Lorde, & Little, J. (2012). Royals [Recorded by Lorde]. On Pure Heroine [mp3]. Auckland, New Zealand: Republic.
Ott, B. L., & Mack, R. L. (2010). Critical media studies: An introduction. United Kingdom: Wiley-Blackwell.
Russo, J. L., & Coppa, F. (2012). Fan/remix video (a remix). Transformative Works and Cultures, 9. Retrieved from http://journal.transformativeworks.org
Warner, J. (2007). “Political culture jamming: The dissident humor of The Daily Show With Jon Stewart.” Popular Communications, 5(1), 17-36.

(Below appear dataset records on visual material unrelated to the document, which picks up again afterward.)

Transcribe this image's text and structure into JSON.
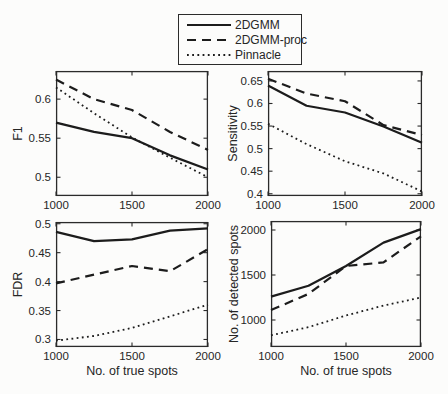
{
  "figure": {
    "background": "#fcfcfb",
    "line_color": "#1c1c1c",
    "text_color": "#262626",
    "box_color": "#2b2b2b"
  },
  "legend": {
    "position": "top-center",
    "entries": [
      {
        "label": "2DGMM",
        "style": "solid"
      },
      {
        "label": "2DGMM-proc",
        "style": "dashed"
      },
      {
        "label": "Pinnacle",
        "style": "dotted"
      }
    ]
  },
  "chart_data": [
    {
      "id": "f1",
      "type": "line",
      "title": "",
      "xlabel": "",
      "ylabel": "F1",
      "x": [
        1000,
        1250,
        1500,
        1750,
        2000
      ],
      "xlim": [
        1000,
        2000
      ],
      "ylim": [
        0.476,
        0.636
      ],
      "xticks": [
        1000,
        1500,
        2000
      ],
      "yticks": [
        0.5,
        0.55,
        0.6
      ],
      "grid": false,
      "series": [
        {
          "name": "2DGMM",
          "style": "solid",
          "values": [
            0.57,
            0.558,
            0.55,
            0.528,
            0.51
          ]
        },
        {
          "name": "2DGMM-proc",
          "style": "dashed",
          "values": [
            0.625,
            0.6,
            0.586,
            0.558,
            0.535
          ]
        },
        {
          "name": "Pinnacle",
          "style": "dotted",
          "values": [
            0.615,
            0.582,
            0.551,
            0.525,
            0.5
          ]
        }
      ],
      "layout": {
        "left": 56,
        "top": 71,
        "width": 152,
        "height": 125,
        "ylabel_offset": 34
      }
    },
    {
      "id": "sensitivity",
      "type": "line",
      "title": "",
      "xlabel": "",
      "ylabel": "Sensitivity",
      "x": [
        1000,
        1250,
        1500,
        1750,
        2000
      ],
      "xlim": [
        1000,
        2000
      ],
      "ylim": [
        0.395,
        0.672
      ],
      "xticks": [
        1000,
        1500,
        2000
      ],
      "yticks": [
        0.4,
        0.45,
        0.5,
        0.55,
        0.6,
        0.65
      ],
      "grid": false,
      "series": [
        {
          "name": "2DGMM",
          "style": "solid",
          "values": [
            0.64,
            0.595,
            0.58,
            0.549,
            0.513
          ]
        },
        {
          "name": "2DGMM-proc",
          "style": "dashed",
          "values": [
            0.655,
            0.622,
            0.605,
            0.552,
            0.53
          ]
        },
        {
          "name": "Pinnacle",
          "style": "dotted",
          "values": [
            0.555,
            0.51,
            0.472,
            0.445,
            0.405
          ]
        }
      ],
      "layout": {
        "left": 268,
        "top": 71,
        "width": 154,
        "height": 125,
        "ylabel_offset": 31
      }
    },
    {
      "id": "fdr",
      "type": "line",
      "title": "",
      "xlabel": "No. of true spots",
      "ylabel": "FDR",
      "x": [
        1000,
        1250,
        1500,
        1750,
        2000
      ],
      "xlim": [
        1000,
        2000
      ],
      "ylim": [
        0.287,
        0.503
      ],
      "xticks": [
        1000,
        1500,
        2000
      ],
      "yticks": [
        0.3,
        0.35,
        0.4,
        0.45,
        0.5
      ],
      "grid": false,
      "series": [
        {
          "name": "2DGMM",
          "style": "solid",
          "values": [
            0.486,
            0.47,
            0.473,
            0.488,
            0.492
          ]
        },
        {
          "name": "2DGMM-proc",
          "style": "dashed",
          "values": [
            0.397,
            0.412,
            0.427,
            0.418,
            0.456
          ]
        },
        {
          "name": "Pinnacle",
          "style": "dotted",
          "values": [
            0.298,
            0.306,
            0.32,
            0.34,
            0.36
          ]
        }
      ],
      "layout": {
        "left": 56,
        "top": 222,
        "width": 152,
        "height": 125,
        "ylabel_offset": 34
      }
    },
    {
      "id": "detected-spots",
      "type": "line",
      "title": "",
      "xlabel": "No. of true spots",
      "ylabel": "No. of detected spots",
      "x": [
        1000,
        1250,
        1500,
        1750,
        2000
      ],
      "xlim": [
        1000,
        2000
      ],
      "ylim": [
        700,
        2100
      ],
      "xticks": [
        1000,
        1500,
        2000
      ],
      "yticks": [
        1000,
        1500,
        2000
      ],
      "grid": false,
      "series": [
        {
          "name": "2DGMM",
          "style": "solid",
          "values": [
            1260,
            1380,
            1600,
            1860,
            2010
          ]
        },
        {
          "name": "2DGMM-proc",
          "style": "dashed",
          "values": [
            1110,
            1290,
            1600,
            1640,
            1930
          ]
        },
        {
          "name": "Pinnacle",
          "style": "dotted",
          "values": [
            830,
            920,
            1050,
            1160,
            1250
          ]
        }
      ],
      "layout": {
        "left": 271,
        "top": 221,
        "width": 150,
        "height": 126,
        "ylabel_offset": 33
      }
    }
  ]
}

Yahoo!. (n.d.). Oh lordy ‘white girls’ [Video file]. Retrieved from https://screen.yahoo.com/white-girls-040000964.html
Omi claims that media and popular culture are two of the main culprits for the dissemination of a segregation ideology through music, movies and TV shows (Omi 114). According to Omi, media has the “ability to reflect the dominant racial ideology” and to “shape that ideology in first place” (Omi 115). These two sentences imply that Omi is not just blaming on media, but also on white people, who dominate communications and provide a better image of themselves in order to maintain the status of dominant culture. Moreover, Omi uses the concept of “representation” to claim that even the popular culture, which was supposed to be created by the people, brings segregating ideology on itself and do not contribute to the celebration of cultural diversity (Omi 120). Omi explains this belief of “representation” as a tool of segregation when stating that jokes and songs “reinforce stereotypes and rationalize the existing relations of social inequality” (Omi 121). Media and popular culture are outsiders, meaning that are not racist themselves, but according to Omi they are the main incentive to
In assessing the impact and effect of popular cultural forms like MTV, it is important to acknowledge the extent to which, rather than having them imposed upon us, we may instead appropriate or assimilate parts, whilst choosing to reject or ignore the rest. This, of course, has the consumer or viewer acting (or perhaps more accurately interacting) as opposed to simply passively receiving (Philo par 16).Even though critics of MTV stand strongly against the passive consumer, th...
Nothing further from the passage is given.